FYI I had to type and prep this on Tuesday night, so please excuse the “ifs” and “hopefullys.” As you read on, you’ll understand why.
Nothing like waking up, feeling fine, having a really good workout, and then finding out you have to go in for emergency surgery in two days.
That was my day on Monday. You know how I had to have a laparotomy 4 years ago, to remove a large (7 cm) cyst on my left ovary (they ended up taking the entire ovary/tube as well)? Well, this time the (also 7 cm) cyst was on the right ovary, and presents as significantly abnormal; a suspected tumor. I went from BAR class to the GYN and found this out.
All this is because my old friend endometriosis (I’m very touched by this personal account from Padma Lakshmi that Beth Kanter sent my way, I kept reading it and saying, “That’s me!”) came back with a vengeance. Everything is really “Krazy Glued” down there. Not fun.
So, as you read this, I am now sans any ovary & tubes. Hopefully my GYN/surgeon has been able to do everything laparoscopically, because I do NOT want to go through another two months of recovering from having my belly cut open as I did last time; it’s bad enough that I’m being shunted into perimenopause with no warning.
Given that I was supposed to travel to Laguna today for PRSA’s Counselors Academy, along with a bunch of other travel and work coming up, I floated deferring the surgery by a month (I mean, if it’s all stuck together, then what difference does it make, right?). My GYN was not amused. So, if all has gone well (fingers crossed), I’m recovering at home right now. And we should know pretty soon whether or not the mass is benign (toes crossed).
It’s been an interesting time, as my husband had, and is recovering from, minor knee surgery last week. Clearly we inhabit the Burke Convalescent Home. But all said and done, we are lucky to have good medical care, insurance, and great family, friends, clients and colleagues, who are all so supportive – very, very lucky.
So this is not a complaint, or a rant. It’s just so you know what’s going on, in case your WUL schedule goes a bit haywire in the next couple of weeks (hopefully it won’t).
And it’s also to ask any of my women friends (or those with daughters/women of childbearing age):
If you fall into the way-too-large group of women who have not yet figured out why your period is so painful… please, insist your doctors check it out. I complained for years – decades – but was told “some girls just get painful periods”… and I accepted it. As a result, I was not diagnosed with this bugger of a disease – endometriosis – until I was 34.
Endometriosis is a horrible, insidious, invisible disease, and you are the only person who can be your own advocate. So please, be that advocate and kick this motherchucker in the butt before it kicks you.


Find every line in the records below that contains the word "parabola", and copy each such line.

◇ ◇ ◇ ◇ ◇

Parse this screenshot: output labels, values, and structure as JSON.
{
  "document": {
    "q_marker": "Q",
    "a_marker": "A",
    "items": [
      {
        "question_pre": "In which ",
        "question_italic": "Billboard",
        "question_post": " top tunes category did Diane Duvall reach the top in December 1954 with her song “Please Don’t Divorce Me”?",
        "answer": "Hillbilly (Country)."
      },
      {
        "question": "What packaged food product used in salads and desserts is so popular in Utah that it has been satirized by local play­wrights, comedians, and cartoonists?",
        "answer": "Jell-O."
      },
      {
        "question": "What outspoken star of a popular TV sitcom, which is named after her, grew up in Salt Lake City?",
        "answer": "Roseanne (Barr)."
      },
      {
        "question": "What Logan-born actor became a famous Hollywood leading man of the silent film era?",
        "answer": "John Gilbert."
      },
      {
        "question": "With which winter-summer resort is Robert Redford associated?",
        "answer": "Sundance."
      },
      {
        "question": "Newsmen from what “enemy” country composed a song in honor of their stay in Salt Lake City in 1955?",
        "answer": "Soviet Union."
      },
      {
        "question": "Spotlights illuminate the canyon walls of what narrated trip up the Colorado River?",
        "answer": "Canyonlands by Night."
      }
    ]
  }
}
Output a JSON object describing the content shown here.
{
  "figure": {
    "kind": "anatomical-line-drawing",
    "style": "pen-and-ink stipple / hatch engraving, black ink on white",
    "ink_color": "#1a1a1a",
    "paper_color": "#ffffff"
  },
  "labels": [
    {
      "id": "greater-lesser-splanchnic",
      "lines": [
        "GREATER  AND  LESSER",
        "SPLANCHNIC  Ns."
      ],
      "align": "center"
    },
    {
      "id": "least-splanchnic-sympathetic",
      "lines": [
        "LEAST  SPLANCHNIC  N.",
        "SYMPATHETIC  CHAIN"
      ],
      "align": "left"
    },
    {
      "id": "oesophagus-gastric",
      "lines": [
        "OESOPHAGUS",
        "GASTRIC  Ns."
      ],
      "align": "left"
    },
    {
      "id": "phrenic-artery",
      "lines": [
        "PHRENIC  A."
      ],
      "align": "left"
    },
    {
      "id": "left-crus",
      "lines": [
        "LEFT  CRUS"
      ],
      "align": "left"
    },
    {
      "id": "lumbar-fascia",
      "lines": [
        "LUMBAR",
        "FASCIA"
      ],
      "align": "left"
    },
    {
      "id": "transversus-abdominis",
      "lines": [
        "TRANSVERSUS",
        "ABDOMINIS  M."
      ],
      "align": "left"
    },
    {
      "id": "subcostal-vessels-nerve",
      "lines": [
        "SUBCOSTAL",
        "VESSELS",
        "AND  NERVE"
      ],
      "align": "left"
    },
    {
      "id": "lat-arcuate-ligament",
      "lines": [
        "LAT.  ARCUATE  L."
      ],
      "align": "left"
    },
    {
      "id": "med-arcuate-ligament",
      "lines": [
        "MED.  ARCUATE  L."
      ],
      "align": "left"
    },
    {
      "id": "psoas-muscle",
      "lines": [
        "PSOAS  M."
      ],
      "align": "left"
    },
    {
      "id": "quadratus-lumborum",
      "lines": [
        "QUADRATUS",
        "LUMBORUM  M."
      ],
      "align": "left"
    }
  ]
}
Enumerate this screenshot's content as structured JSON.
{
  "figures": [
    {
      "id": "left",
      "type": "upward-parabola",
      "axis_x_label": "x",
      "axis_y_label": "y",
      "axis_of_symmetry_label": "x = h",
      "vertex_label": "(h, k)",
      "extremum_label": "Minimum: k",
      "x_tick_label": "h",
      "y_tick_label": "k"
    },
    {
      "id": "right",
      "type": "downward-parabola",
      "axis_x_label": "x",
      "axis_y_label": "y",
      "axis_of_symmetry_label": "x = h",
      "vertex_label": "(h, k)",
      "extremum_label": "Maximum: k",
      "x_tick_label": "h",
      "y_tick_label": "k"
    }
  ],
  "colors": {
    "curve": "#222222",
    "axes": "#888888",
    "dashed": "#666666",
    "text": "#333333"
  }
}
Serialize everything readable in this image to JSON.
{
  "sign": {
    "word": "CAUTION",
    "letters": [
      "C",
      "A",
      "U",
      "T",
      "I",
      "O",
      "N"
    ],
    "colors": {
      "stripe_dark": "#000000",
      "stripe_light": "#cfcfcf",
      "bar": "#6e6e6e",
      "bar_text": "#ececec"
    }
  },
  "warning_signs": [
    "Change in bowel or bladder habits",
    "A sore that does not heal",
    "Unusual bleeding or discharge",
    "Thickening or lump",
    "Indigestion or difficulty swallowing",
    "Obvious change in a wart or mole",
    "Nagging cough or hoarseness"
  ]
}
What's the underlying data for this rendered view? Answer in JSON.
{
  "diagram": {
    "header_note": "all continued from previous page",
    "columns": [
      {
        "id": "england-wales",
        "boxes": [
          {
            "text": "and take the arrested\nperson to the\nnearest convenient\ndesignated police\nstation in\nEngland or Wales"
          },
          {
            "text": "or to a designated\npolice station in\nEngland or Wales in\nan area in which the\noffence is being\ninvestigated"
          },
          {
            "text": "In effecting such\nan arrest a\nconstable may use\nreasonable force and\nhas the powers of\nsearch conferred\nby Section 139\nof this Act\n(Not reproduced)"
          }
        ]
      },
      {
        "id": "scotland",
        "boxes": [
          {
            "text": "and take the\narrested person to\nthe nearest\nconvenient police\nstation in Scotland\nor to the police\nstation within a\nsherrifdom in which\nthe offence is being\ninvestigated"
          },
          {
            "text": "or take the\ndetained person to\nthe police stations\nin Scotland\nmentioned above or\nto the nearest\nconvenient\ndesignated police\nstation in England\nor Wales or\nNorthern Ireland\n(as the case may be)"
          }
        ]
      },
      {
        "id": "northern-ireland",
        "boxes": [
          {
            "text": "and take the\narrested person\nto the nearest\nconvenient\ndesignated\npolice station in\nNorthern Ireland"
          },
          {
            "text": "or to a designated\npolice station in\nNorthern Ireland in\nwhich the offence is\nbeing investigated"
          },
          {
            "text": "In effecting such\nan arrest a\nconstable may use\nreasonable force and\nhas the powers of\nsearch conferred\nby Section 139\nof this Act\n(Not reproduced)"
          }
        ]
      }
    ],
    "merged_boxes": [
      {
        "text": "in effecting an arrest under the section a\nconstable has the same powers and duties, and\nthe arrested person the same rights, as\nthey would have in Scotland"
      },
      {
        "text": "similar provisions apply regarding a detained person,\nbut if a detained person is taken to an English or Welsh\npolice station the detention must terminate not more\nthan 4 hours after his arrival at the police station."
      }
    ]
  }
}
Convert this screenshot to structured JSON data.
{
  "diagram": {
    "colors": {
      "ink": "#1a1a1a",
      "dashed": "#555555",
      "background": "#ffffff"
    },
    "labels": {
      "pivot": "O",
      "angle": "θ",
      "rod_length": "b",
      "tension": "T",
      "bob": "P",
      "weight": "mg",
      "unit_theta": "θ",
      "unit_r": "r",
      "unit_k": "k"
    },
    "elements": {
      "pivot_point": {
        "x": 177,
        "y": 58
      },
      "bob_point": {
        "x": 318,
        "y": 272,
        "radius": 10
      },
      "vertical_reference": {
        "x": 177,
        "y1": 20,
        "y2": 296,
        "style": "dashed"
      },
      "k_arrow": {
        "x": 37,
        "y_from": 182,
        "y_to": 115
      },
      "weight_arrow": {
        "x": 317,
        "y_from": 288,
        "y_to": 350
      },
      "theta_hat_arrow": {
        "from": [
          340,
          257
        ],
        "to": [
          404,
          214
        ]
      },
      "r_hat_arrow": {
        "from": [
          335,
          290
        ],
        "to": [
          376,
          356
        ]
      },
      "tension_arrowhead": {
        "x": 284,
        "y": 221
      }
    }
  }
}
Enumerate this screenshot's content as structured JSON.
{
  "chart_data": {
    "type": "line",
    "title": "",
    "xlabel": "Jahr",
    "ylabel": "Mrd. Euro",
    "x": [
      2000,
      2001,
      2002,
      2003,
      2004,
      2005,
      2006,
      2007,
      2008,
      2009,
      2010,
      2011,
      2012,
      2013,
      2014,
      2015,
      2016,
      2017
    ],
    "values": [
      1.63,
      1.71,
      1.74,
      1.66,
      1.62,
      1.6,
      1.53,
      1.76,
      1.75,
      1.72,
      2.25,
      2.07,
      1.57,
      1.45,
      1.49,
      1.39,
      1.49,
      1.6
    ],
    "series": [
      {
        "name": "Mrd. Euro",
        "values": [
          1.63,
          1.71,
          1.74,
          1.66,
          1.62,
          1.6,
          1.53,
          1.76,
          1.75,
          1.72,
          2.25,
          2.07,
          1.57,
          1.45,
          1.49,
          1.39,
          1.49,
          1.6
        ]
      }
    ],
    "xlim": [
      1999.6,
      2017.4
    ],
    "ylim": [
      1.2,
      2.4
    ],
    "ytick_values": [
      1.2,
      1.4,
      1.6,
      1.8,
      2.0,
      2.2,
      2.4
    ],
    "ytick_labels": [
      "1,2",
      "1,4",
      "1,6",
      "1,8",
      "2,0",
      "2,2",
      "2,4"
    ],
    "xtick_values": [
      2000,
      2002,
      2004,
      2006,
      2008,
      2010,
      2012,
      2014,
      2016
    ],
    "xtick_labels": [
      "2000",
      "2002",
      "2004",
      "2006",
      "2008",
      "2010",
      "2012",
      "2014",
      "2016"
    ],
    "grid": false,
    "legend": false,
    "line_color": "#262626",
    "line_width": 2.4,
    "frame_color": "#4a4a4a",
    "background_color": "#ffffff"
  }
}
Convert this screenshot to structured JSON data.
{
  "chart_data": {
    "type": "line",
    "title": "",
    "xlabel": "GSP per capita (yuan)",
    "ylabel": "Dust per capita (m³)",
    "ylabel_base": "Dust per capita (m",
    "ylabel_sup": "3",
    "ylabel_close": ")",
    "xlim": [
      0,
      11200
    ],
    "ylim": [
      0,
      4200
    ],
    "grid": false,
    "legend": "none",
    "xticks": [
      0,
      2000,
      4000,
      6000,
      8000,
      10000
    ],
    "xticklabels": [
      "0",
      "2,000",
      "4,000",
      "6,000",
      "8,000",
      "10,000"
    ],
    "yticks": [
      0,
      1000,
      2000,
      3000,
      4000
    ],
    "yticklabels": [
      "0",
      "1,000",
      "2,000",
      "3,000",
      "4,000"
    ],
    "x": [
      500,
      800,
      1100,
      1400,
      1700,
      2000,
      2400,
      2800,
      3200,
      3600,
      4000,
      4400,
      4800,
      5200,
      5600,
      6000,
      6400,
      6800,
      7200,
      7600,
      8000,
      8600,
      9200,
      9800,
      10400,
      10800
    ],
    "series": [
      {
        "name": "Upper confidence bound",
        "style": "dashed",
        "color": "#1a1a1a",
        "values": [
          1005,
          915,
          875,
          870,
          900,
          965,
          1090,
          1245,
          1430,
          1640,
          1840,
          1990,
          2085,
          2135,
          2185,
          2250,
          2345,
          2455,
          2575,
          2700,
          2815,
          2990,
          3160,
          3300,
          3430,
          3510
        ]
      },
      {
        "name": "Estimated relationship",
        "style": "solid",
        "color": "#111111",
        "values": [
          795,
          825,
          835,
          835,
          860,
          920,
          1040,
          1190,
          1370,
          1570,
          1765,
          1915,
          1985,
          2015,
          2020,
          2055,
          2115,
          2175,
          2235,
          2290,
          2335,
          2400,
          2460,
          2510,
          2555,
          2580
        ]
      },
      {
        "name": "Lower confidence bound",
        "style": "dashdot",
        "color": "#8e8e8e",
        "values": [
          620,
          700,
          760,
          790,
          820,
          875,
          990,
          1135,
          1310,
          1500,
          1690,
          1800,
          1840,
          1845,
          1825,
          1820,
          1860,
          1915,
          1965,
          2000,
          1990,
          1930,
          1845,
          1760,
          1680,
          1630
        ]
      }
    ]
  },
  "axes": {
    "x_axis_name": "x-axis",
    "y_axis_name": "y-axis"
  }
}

◇ ◇ ◇ ◇ ◇

Your solution
      "type": "upward-parabola",
      "type": "downward-parabola",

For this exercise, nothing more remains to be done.